- favicon.ico
- A legacy image container format that bundles multiple bitmap sizes (typically 16×16, 32×32, and 48×48) in a single file. Modern browsers can read .ico files but prefer PNG favicons; the .ico format remains useful as a universal fallback at the site root.
- Apple touch icon
- A 180×180 PNG that Safari uses as the home-screen icon when a user adds a website to their iOS or iPadOS home screen. Apple automatically applies corner rounding, so the source image should use a square canvas without pre-rounded corners.
- Web app manifest
- A JSON file (manifest.json) that tells the browser how to install and display a Progressive Web App. The icons array inside the manifest specifies PNG files at 192×192 (home screen shortcut) and 512×512 (install prompt and high-DPI display) that the browser fetches when the user installs the PWA.
- Multi-resolution ICO
- A favicon.ico file that contains multiple raster images at different sizes embedded in a single file container. When a browser or OS needs a specific size, it picks the nearest embedded size rather than scaling a single image, resulting in sharper rendering at each resolution.
- PWA icon
- A PNG icon declared in a web app manifest, required for Progressive Web App installation on Android and iOS. The 192×192 variant is used for home-screen shortcuts; the 512×512 variant is used for install prompts and large-icon displays in the Android app drawer.
- <link rel="icon">
- An HTML element placed in <head> that explicitly declares a favicon file and its size and type to the browser. Modern browsers prefer these declared PNG favicons over the automatic /favicon.ico fetch, enabling separate optimised images for different device pixel ratios.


■ Exercise prompt
An exact copy of every entry is what's needed, so please transcribe them all.

Records from a collection
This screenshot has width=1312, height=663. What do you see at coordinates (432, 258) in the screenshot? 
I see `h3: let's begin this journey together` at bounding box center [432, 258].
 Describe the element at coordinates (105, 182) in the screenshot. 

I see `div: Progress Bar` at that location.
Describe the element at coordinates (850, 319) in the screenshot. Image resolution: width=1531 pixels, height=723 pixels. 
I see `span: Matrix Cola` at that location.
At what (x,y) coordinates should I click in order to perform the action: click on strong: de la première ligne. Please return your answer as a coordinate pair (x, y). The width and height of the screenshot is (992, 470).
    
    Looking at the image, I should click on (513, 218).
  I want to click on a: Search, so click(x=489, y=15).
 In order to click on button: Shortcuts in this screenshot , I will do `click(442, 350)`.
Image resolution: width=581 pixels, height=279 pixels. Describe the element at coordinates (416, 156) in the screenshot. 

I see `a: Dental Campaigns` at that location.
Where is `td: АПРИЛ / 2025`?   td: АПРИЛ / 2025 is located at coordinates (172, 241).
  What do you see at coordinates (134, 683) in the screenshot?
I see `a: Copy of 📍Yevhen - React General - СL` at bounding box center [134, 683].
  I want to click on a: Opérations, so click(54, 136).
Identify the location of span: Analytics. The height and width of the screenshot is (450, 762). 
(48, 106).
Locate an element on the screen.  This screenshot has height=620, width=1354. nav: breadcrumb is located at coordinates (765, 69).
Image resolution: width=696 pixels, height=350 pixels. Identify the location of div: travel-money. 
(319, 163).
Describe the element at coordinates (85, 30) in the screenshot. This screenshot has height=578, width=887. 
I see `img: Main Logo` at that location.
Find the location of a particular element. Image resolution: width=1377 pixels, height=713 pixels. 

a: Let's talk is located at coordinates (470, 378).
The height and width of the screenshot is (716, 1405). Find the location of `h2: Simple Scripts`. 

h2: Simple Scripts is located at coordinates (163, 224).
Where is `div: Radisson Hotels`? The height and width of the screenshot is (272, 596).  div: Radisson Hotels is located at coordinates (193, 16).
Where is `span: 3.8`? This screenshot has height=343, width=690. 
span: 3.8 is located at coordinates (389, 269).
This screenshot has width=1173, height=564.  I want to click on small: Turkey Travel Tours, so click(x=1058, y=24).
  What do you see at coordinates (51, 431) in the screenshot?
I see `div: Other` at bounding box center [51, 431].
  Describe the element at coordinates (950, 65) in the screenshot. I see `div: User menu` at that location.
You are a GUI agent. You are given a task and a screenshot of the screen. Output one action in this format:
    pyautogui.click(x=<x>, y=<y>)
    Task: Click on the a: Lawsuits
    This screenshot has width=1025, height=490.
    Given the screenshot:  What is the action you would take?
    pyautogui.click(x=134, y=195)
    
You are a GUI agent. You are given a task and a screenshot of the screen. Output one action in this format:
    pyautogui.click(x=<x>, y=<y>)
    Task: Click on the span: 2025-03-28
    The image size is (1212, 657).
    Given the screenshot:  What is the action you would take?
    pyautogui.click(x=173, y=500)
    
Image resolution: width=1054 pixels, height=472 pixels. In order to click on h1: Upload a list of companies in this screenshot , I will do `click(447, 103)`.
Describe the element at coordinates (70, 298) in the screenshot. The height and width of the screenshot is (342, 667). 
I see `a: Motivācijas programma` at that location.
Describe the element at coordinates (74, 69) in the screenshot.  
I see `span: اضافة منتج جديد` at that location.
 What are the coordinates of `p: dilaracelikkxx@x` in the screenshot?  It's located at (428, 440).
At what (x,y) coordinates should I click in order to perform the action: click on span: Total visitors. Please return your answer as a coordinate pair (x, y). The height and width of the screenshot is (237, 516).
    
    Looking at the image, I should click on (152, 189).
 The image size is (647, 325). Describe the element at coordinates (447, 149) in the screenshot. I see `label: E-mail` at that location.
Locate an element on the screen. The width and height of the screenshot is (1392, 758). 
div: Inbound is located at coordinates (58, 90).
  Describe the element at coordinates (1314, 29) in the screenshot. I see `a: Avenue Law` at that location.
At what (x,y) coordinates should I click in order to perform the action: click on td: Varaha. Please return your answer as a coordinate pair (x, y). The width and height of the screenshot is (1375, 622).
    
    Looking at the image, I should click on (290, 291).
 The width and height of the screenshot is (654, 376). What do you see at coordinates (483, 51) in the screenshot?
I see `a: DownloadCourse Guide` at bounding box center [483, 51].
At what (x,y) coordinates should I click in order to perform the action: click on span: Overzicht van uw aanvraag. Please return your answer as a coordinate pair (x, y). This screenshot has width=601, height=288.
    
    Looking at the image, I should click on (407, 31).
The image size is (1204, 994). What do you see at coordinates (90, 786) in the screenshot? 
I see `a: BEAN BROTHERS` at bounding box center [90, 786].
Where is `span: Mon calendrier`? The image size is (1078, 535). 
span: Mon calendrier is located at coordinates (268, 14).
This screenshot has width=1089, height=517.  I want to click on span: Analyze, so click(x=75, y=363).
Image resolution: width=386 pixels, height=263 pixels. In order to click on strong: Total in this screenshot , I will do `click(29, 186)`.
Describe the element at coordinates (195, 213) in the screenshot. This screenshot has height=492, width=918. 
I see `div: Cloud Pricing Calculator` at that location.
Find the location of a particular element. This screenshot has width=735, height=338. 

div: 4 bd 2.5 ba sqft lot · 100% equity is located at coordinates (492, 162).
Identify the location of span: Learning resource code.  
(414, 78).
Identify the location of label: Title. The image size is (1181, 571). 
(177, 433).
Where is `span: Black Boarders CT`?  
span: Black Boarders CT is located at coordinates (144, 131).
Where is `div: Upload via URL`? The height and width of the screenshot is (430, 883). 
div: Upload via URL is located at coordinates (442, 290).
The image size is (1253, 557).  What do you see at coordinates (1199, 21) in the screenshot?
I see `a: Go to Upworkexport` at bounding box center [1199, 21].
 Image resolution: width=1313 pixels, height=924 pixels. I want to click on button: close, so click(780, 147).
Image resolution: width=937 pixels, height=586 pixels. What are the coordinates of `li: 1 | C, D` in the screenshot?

■ Task result
This screenshot has width=1312, height=663. What do you see at coordinates (432, 258) in the screenshot? 
I see `h3: let's begin this journey together` at bounding box center [432, 258].
 Describe the element at coordinates (105, 182) in the screenshot. 

I see `div: Progress Bar` at that location.
Describe the element at coordinates (850, 319) in the screenshot. Image resolution: width=1531 pixels, height=723 pixels. 
I see `span: Matrix Cola` at that location.
At what (x,y) coordinates should I click in order to perform the action: click on strong: de la première ligne. Please return your answer as a coordinate pair (x, y). The width and height of the screenshot is (992, 470).
    
    Looking at the image, I should click on (513, 218).
  I want to click on a: Search, so click(x=489, y=15).
 In order to click on button: Shortcuts in this screenshot , I will do `click(442, 350)`.
Image resolution: width=581 pixels, height=279 pixels. Describe the element at coordinates (416, 156) in the screenshot. 

I see `a: Dental Campaigns` at that location.
Where is `td: АПРИЛ / 2025`?   td: АПРИЛ / 2025 is located at coordinates (172, 241).
  What do you see at coordinates (134, 683) in the screenshot?
I see `a: Copy of 📍Yevhen - React General - СL` at bounding box center [134, 683].
  I want to click on a: Opérations, so click(54, 136).
Identify the location of span: Analytics. The height and width of the screenshot is (450, 762). 
(48, 106).
Locate an element on the screen.  This screenshot has height=620, width=1354. nav: breadcrumb is located at coordinates (765, 69).
Image resolution: width=696 pixels, height=350 pixels. Identify the location of div: travel-money. 
(319, 163).
Describe the element at coordinates (85, 30) in the screenshot. This screenshot has height=578, width=887. 
I see `img: Main Logo` at that location.
Find the location of a particular element. Image resolution: width=1377 pixels, height=713 pixels. 

a: Let's talk is located at coordinates (470, 378).
The height and width of the screenshot is (716, 1405). Find the location of `h2: Simple Scripts`. 

h2: Simple Scripts is located at coordinates (163, 224).
Where is `div: Radisson Hotels`? The height and width of the screenshot is (272, 596).  div: Radisson Hotels is located at coordinates (193, 16).
Where is `span: 3.8`? This screenshot has height=343, width=690. 
span: 3.8 is located at coordinates (389, 269).
This screenshot has width=1173, height=564.  I want to click on small: Turkey Travel Tours, so click(x=1058, y=24).
  What do you see at coordinates (51, 431) in the screenshot?
I see `div: Other` at bounding box center [51, 431].
  Describe the element at coordinates (950, 65) in the screenshot. I see `div: User menu` at that location.
You are a GUI agent. You are given a task and a screenshot of the screen. Output one action in this format:
    pyautogui.click(x=<x>, y=<y>)
    Task: Click on the a: Lawsuits
    This screenshot has width=1025, height=490.
    Given the screenshot:  What is the action you would take?
    pyautogui.click(x=134, y=195)
    
You are a GUI agent. You are given a task and a screenshot of the screen. Output one action in this format:
    pyautogui.click(x=<x>, y=<y>)
    Task: Click on the span: 2025-03-28
    The image size is (1212, 657).
    Given the screenshot:  What is the action you would take?
    pyautogui.click(x=173, y=500)
    
Image resolution: width=1054 pixels, height=472 pixels. In order to click on h1: Upload a list of companies in this screenshot , I will do `click(447, 103)`.
Describe the element at coordinates (70, 298) in the screenshot. The height and width of the screenshot is (342, 667). 
I see `a: Motivācijas programma` at that location.
Describe the element at coordinates (74, 69) in the screenshot.  
I see `span: اضافة منتج جديد` at that location.
 What are the coordinates of `p: dilaracelikkxx@x` in the screenshot?  It's located at (428, 440).
At what (x,y) coordinates should I click in order to perform the action: click on span: Total visitors. Please return your answer as a coordinate pair (x, y). The height and width of the screenshot is (237, 516).
    
    Looking at the image, I should click on (152, 189).
 The image size is (647, 325). Describe the element at coordinates (447, 149) in the screenshot. I see `label: E-mail` at that location.
Locate an element on the screen. The width and height of the screenshot is (1392, 758). 
div: Inbound is located at coordinates (58, 90).
  Describe the element at coordinates (1314, 29) in the screenshot. I see `a: Avenue Law` at that location.
At what (x,y) coordinates should I click in order to perform the action: click on td: Varaha. Please return your answer as a coordinate pair (x, y). The width and height of the screenshot is (1375, 622).
    
    Looking at the image, I should click on (290, 291).
 The width and height of the screenshot is (654, 376). What do you see at coordinates (483, 51) in the screenshot?
I see `a: DownloadCourse Guide` at bounding box center [483, 51].
At what (x,y) coordinates should I click in order to perform the action: click on span: Overzicht van uw aanvraag. Please return your answer as a coordinate pair (x, y). This screenshot has width=601, height=288.
    
    Looking at the image, I should click on (407, 31).
The image size is (1204, 994). What do you see at coordinates (90, 786) in the screenshot? 
I see `a: BEAN BROTHERS` at bounding box center [90, 786].
Where is `span: Mon calendrier`? The image size is (1078, 535). 
span: Mon calendrier is located at coordinates (268, 14).
This screenshot has width=1089, height=517.  I want to click on span: Analyze, so click(x=75, y=363).
Image resolution: width=386 pixels, height=263 pixels. In order to click on strong: Total in this screenshot , I will do `click(29, 186)`.
Describe the element at coordinates (195, 213) in the screenshot. This screenshot has height=492, width=918. 
I see `div: Cloud Pricing Calculator` at that location.
Find the location of a particular element. This screenshot has width=735, height=338. 

div: 4 bd 2.5 ba sqft lot · 100% equity is located at coordinates (492, 162).
Identify the location of span: Learning resource code.  
(414, 78).
Identify the location of label: Title. The image size is (1181, 571). 
(177, 433).
Where is `span: Black Boarders CT`?  
span: Black Boarders CT is located at coordinates (144, 131).
Where is `div: Upload via URL`? The height and width of the screenshot is (430, 883). 
div: Upload via URL is located at coordinates (442, 290).
The image size is (1253, 557).  What do you see at coordinates (1199, 21) in the screenshot?
I see `a: Go to Upworkexport` at bounding box center [1199, 21].
 Image resolution: width=1313 pixels, height=924 pixels. I want to click on button: close, so click(780, 147).
Image resolution: width=937 pixels, height=586 pixels. What are the coordinates of `li: 1 | C, D` in the screenshot?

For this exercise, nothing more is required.